A Complete Index of THE WORLD'S GREATEST BOOKS will be found at the end of Volume XX.


ALPHONSE DAUDET

Tartarin of Tarascon

Alphonse Daudet, the celebrated French novelist, was born at Nimes on May 13, 1840, and as a youth of seventeen went to Paris, where he began as a poet at eighteen, and at twenty-two made his first efforts in the drama. He soon found his feet as a contributor to the leading journals of the day and a successful writer for the stage. He was thirty-two when he wrote "Tartarin of Tarascon," than which no better comic tale has been produced in modern times.
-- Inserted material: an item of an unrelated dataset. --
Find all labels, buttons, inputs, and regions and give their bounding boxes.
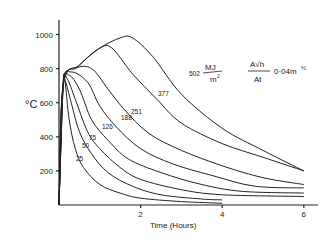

Tarascon is a real town, not far from the birthplace of Daudet, and the people of the district have always had a reputation for "drawing the long bow." It was to satirise this amiable weakness of his southern compatriots that the novelist created the character of Tartarin, but while he makes us laugh at the absurd misadventures of the lion-hunter, it will be noticed how ingeniously he prevents our growing out of temper with him, how he contrives to keep a warm corner in our hearts for the bragging, simple-minded, good-natured fellow. That is to say, it is a work of essential humour, and the lively style in which the story is told attracts us to it time and again with undiminished pleasure. In two subsequent books, "Tartarin in the Alps," and "Port Tarascon," Daudet recounted further adventures of his delightful hero. His "Sapho" and "Kings in Exile" have also been widely read. Daudet died on December 17, 1897.